Bloomberg
For nearly a decade, Tata Group has been Inditex SA’s partner running Zara stores in India. Now, the country’s largest conglomerate is building its own apparel empire as trend-focussed as Zara — but at half the price.
Its retail arm, Trent Ltd, has fine-tuned its local supply chain to deliver “extreme fast fashion†which can get runway styles to customers in just 12 days, the same compressed timeline that’s turned Inditex into a $90 billion empire. Zara owner, the world’s largest apparel retailer, is known for its lightning-quick product turnarounds and bringing new designs from the drawing board to store shelves in just a few weeks.
Trent now plans to open 40 outlets of its flagship Westside chain every year and hundreds of its mass market Zudio stores, where nothing costs more than $15, across India, said chairman Noel Tata in an interview in Mumbai. The target audience: a consumer population that is newly trend-conscious and globalised, but whose low average incomes means that clothing from Zara itself is still mostly out of reach.
While Trent was founded in 1998, it’s only recently started ramping up store expansion efforts in response to growing demand.
“The middle class is growing, incomes have grown, Indians are traveling more and they have more money to spend,†Tata said. “Now that we’ve built this capability and this model that’s working so well, it’s time to grow faster.â€
Trent, part of the $111 billion salt-to-software Tata conglomerate, is hoping its quick and responsive supply chain will help it become as ubiquitous in Asia’s third-largest economy as Zara is in the West.
But it’ll need to fend off competition from both local brick-and-mortar stores as well as e-commerce giants to do so.
India’s total household spending will quadruple from $1.5 trillion now to $6 trillion by 2030, making it world’s third largest consumer market, according to a January report from the World Economic Forum.
The population’s “sense of fashion†has evolved, especially over the last three to four years due to smartphones and Internet data penetration, said Abhijeet Kundu, an analyst with Antique Stock Broking Ltd. “Every consumer wants to wear the latest fashion. Even if that consumer is from a smaller town, he will try to dress like a movie actor.â€
That’s why Trent does sprints once a month: turning a trend spotted on Instagram or a foreign catwalk into a limited run in select stores in 12 days. If the product does well, it goes into
a full run, which usually takes 60 days to go from designer’s sketches to store shelves.
Increasingly, the retailer is finding it can slash that time to 40 days, using Zara-inspired tricks like holding fabric stock itself, Tata said.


▶ **TASK TO CARRY OUT**:
Below are records with pictures. Transcribe exactly, and only, the lines from the line with "i need the location" to the line with "List all visible", both ends included, but not the pictures.

▶ **AVAILABLE RECORDS**:

----------

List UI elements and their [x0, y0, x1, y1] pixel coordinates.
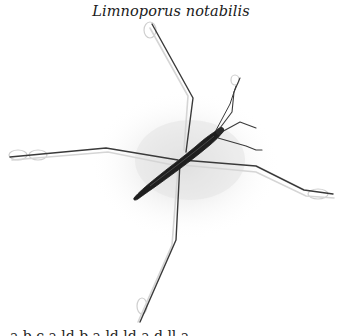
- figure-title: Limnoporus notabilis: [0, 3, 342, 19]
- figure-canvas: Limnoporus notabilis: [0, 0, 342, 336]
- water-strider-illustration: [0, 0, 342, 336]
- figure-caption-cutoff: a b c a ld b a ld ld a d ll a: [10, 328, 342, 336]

----------

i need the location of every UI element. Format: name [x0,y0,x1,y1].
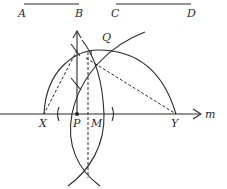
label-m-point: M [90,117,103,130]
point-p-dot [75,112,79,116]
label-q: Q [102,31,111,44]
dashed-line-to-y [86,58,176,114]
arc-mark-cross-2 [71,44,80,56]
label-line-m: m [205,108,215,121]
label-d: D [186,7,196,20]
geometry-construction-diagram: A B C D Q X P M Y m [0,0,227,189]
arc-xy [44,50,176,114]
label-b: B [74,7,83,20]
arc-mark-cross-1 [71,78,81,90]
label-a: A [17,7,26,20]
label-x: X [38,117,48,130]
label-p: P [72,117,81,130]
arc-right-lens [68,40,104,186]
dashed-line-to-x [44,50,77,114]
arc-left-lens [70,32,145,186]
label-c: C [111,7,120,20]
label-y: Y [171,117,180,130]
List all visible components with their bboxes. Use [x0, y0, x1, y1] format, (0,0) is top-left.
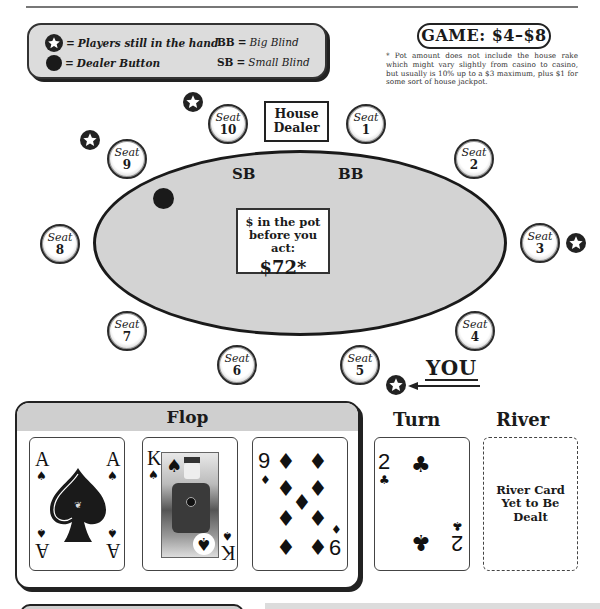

----------

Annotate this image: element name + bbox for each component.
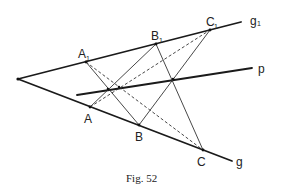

----------

▶ **RESULT OF THIS EXERCISE**:
i need the location of every UI element. Format: name [x0,y0,x1,y1].
label-m-point: M [90,117,103,130]
point-p-dot [75,112,79,116]
label-q: Q [102,31,111,44]
dashed-line-to-y [86,58,176,114]
arc-mark-cross-2 [71,44,80,56]
label-line-m: m [205,108,215,121]
label-d: D [186,7,196,20]
geometry-construction-diagram: A B C D Q X P M Y m [0,0,227,189]
arc-xy [44,50,176,114]
label-b: B [74,7,83,20]
arc-mark-cross-1 [71,78,81,90]
label-a: A [17,7,26,20]
label-x: X [38,117,48,130]
label-p: P [72,117,81,130]
arc-right-lens [68,40,104,186]
dashed-line-to-x [44,50,77,114]
arc-left-lens [70,32,145,186]
label-c: C [111,7,120,20]
label-y: Y [171,117,180,130]
List all visible components with their bboxes. Use [x0, y0, x1, y1] format, (0,0) is top-left.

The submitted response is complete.